Klarna Bank USA Filing Seeks Direct Control Of Deposits And Payments
Klarna has filed with Utah regulators and the FDIC to establish Klarna Bank USA, an industrial bank that would bring deposits, funding, payments, lending and merchant services closer to the fintech while adding bank-level supervision.

Klarna is asking US regulators for an industrial bank charter that would bring more of its deposits, funding and payments infrastructure under the fintech’s own regulated bank, rather than leaving those functions with partner banks.
The Swedish company filed applications with the Utah Department of Financial Institutions and the Federal Deposit Insurance Corp. to establish Klarna Bank USA.
Klarna said on Monday that the proposed institution would support payments, savings, lending and merchant services.
Klarna Bank USA Filing Covers Deposits, Payments And Lending
Klarna already operates as a licensed bank in Europe, but its US banking activity still depends heavily on partner institutions.
The proposed Utah-chartered industrial bank would let Klarna take more direct responsibility for deposits, funding and payment operations under US banking regulation.
Klarna said consumer deposits represented more than 90% of its total funding, citing its latest earnings release.
That figure makes the charter bid a funding-control story as well as a payment-services application.
Those functions put the application beyond buy now, pay later credit and into regulated banking activities that fintech companies often handle through sponsor-bank relationships.
FDIC Insurance Would Bring Bank-Level Supervision
A licensed industrial bank can take insured deposits, originate loans, use federal payment rails and issue payment products.
The same structure can let a parent company avoid becoming a bank holding company if statutory conditions are met.
The trade-off is supervision.
The FDIC deposit-insurance process requires applicants to receive state charter approval before federal insurance is secured.
Regulators review whether an applicant has enough capital, experienced managers, workable governance, risk controls, a credible business plan, liquidity, cybersecurity, compliance systems and long-term financial viability.

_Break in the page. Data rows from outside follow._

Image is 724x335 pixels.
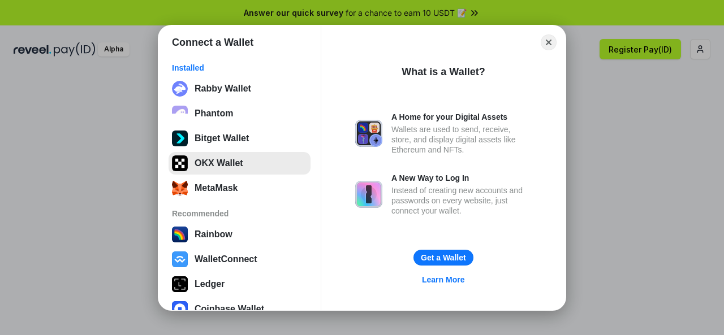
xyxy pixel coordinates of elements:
div: Get a Wallet [421,253,466,263]
img: svg+xml;base64,PHN2ZyB3aWR0aD0iMzIiIGhlaWdodD0iMzIiIHZpZXdCb3g9IjAgMCAzMiAzMiIgZmlsbD0ibm9uZSIgeG... [172,81,188,97]
div: OKX Wallet [195,158,243,169]
div: Recommended [172,209,307,219]
button: OKX Wallet [169,152,311,175]
div: Coinbase Wallet [195,304,264,315]
div: Ledger [195,279,225,290]
button: Close [541,35,557,50]
img: 5VZ71FV6L7PA3gg3tXrdQ+DgLhC+75Wq3no69P3MC0NFQpx2lL04Ql9gHK1bRDjsSBIvScBnDTk1WrlGIZBorIDEYJj+rhdgn... [172,156,188,171]
button: WalletConnect [169,248,311,271]
div: MetaMask [195,183,238,193]
div: Phantom [195,109,233,119]
a: Learn More [415,273,471,287]
div: Installed [172,63,307,73]
div: Bitget Wallet [195,134,249,144]
button: Rainbow [169,223,311,246]
img: svg+xml;base64,PHN2ZyB3aWR0aD0iNTEyIiBoZWlnaHQ9IjUxMiIgdmlld0JveD0iMCAwIDUxMiA1MTIiIGZpbGw9Im5vbm... [172,131,188,147]
h1: Connect a Wallet [172,36,253,49]
div: Wallets are used to send, receive, store, and display digital assets like Ethereum and NFTs. [391,124,532,155]
div: WalletConnect [195,255,257,265]
button: Phantom [169,102,311,125]
div: A New Way to Log In [391,173,532,183]
button: Coinbase Wallet [169,298,311,321]
div: Learn More [422,275,464,285]
button: Ledger [169,273,311,296]
button: Bitget Wallet [169,127,311,150]
button: MetaMask [169,177,311,200]
img: svg+xml,%3Csvg%20xmlns%3D%22http%3A%2F%2Fwww.w3.org%2F2000%2Fsvg%22%20width%3D%2228%22%20height%3... [172,277,188,292]
div: What is a Wallet? [402,65,485,79]
img: epq2vO3P5aLWl15yRS7Q49p1fHTx2Sgh99jU3kfXv7cnPATIVQHAx5oQs66JWv3SWEjHOsb3kKgmE5WNBxBId7C8gm8wEgOvz... [172,106,188,122]
div: Rabby Wallet [195,84,251,94]
div: Instead of creating new accounts and passwords on every website, just connect your wallet. [391,186,532,216]
img: svg+xml,%3Csvg%20width%3D%2228%22%20height%3D%2228%22%20viewBox%3D%220%200%2028%2028%22%20fill%3D... [172,302,188,317]
img: svg+xml;base64,PHN2ZyB3aWR0aD0iMzUiIGhlaWdodD0iMzQiIHZpZXdCb3g9IjAgMCAzNSAzNCIgZmlsbD0ibm9uZSIgeG... [172,180,188,196]
img: svg+xml,%3Csvg%20width%3D%2228%22%20height%3D%2228%22%20viewBox%3D%220%200%2028%2028%22%20fill%3D... [172,252,188,268]
button: Get a Wallet [414,250,473,266]
img: svg+xml,%3Csvg%20xmlns%3D%22http%3A%2F%2Fwww.w3.org%2F2000%2Fsvg%22%20fill%3D%22none%22%20viewBox... [355,181,382,208]
div: A Home for your Digital Assets [391,112,532,122]
img: svg+xml,%3Csvg%20width%3D%22120%22%20height%3D%22120%22%20viewBox%3D%220%200%20120%20120%22%20fil... [172,227,188,243]
img: svg+xml,%3Csvg%20xmlns%3D%22http%3A%2F%2Fwww.w3.org%2F2000%2Fsvg%22%20fill%3D%22none%22%20viewBox... [355,120,382,147]
button: Rabby Wallet [169,78,311,100]
div: Rainbow [195,230,233,240]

The FDIC framework for industrial banks requires parent companies to accept ongoing reporting, examinations and commitments.
Later changes to business strategy, senior management or governance can require regulatory review.
Utah Industrial Bank Model Has Fintech Precedents
The charter is not untested for technology-linked finance companies.
Square Financial Services, now part of Block, uses a Utah industrial bank to serve sellers with business banking, commercial credit and payment services.
Other precedents named in the coverage include Nelnet Bank, Thrivent Bank and GM Financial.
GM Financial secured approval only after revising and refiling its application, showing that the process can require multiple rounds of regulatory review.
The timing also follows renewed attention to de novo banking charters.
Office of the Comptroller of the Currency guidance issued in June sought to give applicants more clarity about licensing standards, while federal regulators have been more willing to evaluate new applications.
Approval Timeline And Conditions Remain Undisclosed
Klarna’s filing is a bet that control over deposits, payment processing and product development is worth the added scrutiny of operating an insured bank.
It could reduce dependence on outside institutions as the company broadens beyond buy now, pay later.
The filing still has several open conditions.
Klarna has not disclosed an approval timetable, FDIC deposit-insurance conditions, final capital commitments, state charter decision date or launch date for Klarna Bank USA.